Here are some of the things Turkmenistan has done recently to reform its educational system:
- School education has been upgraded from 9 to 10 years
- University education has increased from 4 to 5 years and the restriction of 2 years work experience has been dropped for university entrance
- 74 new textbooks and manuals have been introduced in the school syllabus
- Salaries of all the teachers in Turkmenistan have been increased by 40% starting from 1 September 2007
- Stipend of all students has been raised by 40% starting from 1 September 2007
- The government has ordered 12000 HP, dual processor Pentium 4 computers with 1GB RAM, 160 GB HD, 19 inch LCD monitor, loaded with Windows Vista and anti virus upgrade for two years. The computers, the come with combo printer-scanners and LAN, would be distributed to schools across Turkmenistan
- 1200 teachers will get special training in computers
- New curriculum is being built around the multimedia interactive technologies
- Children in remote villages are being provided special access to Internet to bridge the gap between rural and urban students
- More than 300 students have left for higher education abroad this year
- Syllabus is being rehashed with the aim of getting the Turkmen diplomas recognized all over the world
- Teachers’ work load has been reduced to 24 hours a week
- Number of students per class has been restricted to no more than 25
- By the time the children leave the school system, they should be able to speak at least three languages
- All provincial centres would soon get model school with capacity for 600 students and kindergarten for 160 kids
- Academy for law enforcement agencies opened Saturday in Ashgabat
- Two specialized schools, one giving option to major in chemistry and biology and the other with stress on foreign languages, opened Saturday in Ashgabat.

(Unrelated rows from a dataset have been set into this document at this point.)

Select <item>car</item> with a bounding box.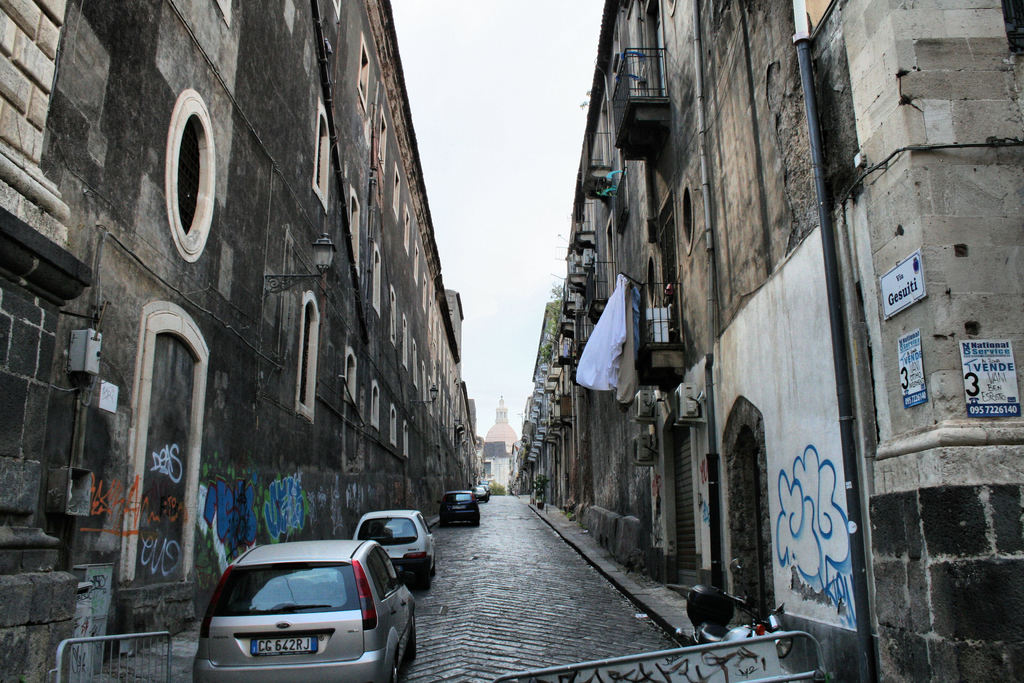
bbox=[187, 539, 417, 682].
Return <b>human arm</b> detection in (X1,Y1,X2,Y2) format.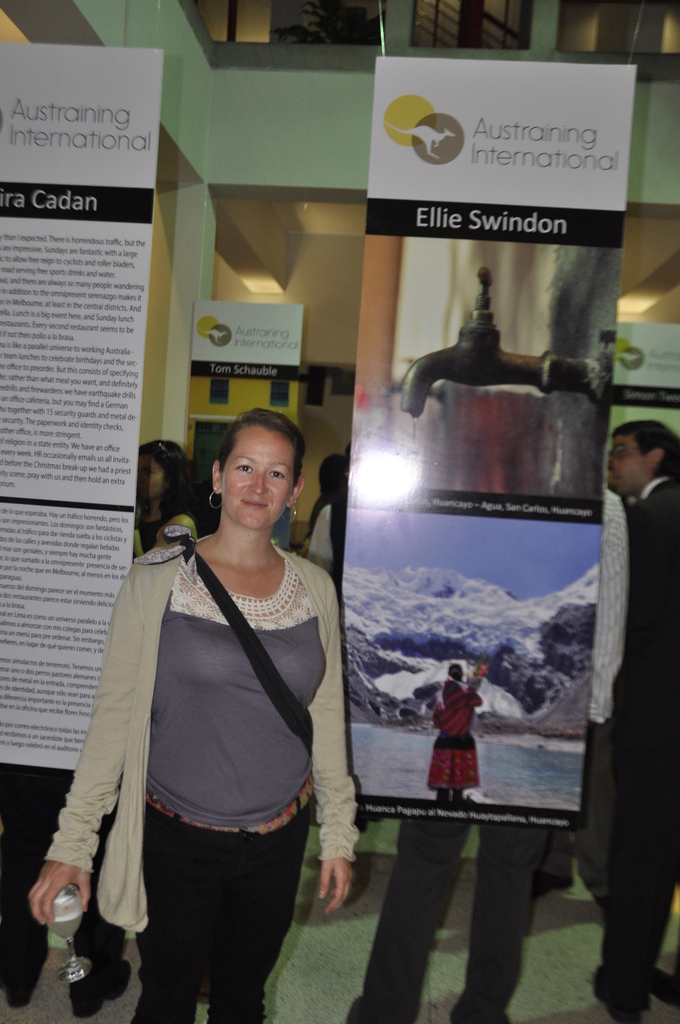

- 35 new schools and 25 kindergartens are under construction in Ashgabat of which 8 schools and 7 kindergartens will come into service this year
- Large number were sent for study tours to UK, China, Spain, France, Russia, Belarus, Germany, India and Israel
- New disciplines have been introduced in the institutions of higher learning. These include journalism, Japanese language, production of vegetable oil, rural economy, bookkeeping and audit for agriculture, and four courses related to civil aviation
Some people tend to describe these as baby steps. If they are baby steps, they are baby steps of a growing giant. There is no other country in the recent history that has been able to do so much for its educational system in the tight span of 8 months.
Education is in the genes of the descendants of Seljuks. As the little children walked to schools Saturday morning, they were opening and closing their school bags again and again. They were least bothered whether their necktie was askew or the ribbon in the braid was asymmetrical. The only thing on their young minds was the school bag with its treasures of joy and ecstasy – the smell of a new textbook, the texture of a perfectly round crayon stick, the Plasticine you would mold into thousands of shapes, the small compass with its needle always pointing to north, the yellow rabbit that has pencil sharpener on one end and eraser on the other, the ruler that is for drawing straight lines during the class and doubles as sword during the break.
Probably you don’t get any richer than that.
Post your comment
Comments (1 posted)
-
Posted by me, 06 September, 2007 20:29:25sounds too sweet to be true. don't get me wrong. i want these changes to happen. i want turkmen people get a world-class education. honestly though, are teachers well prepared?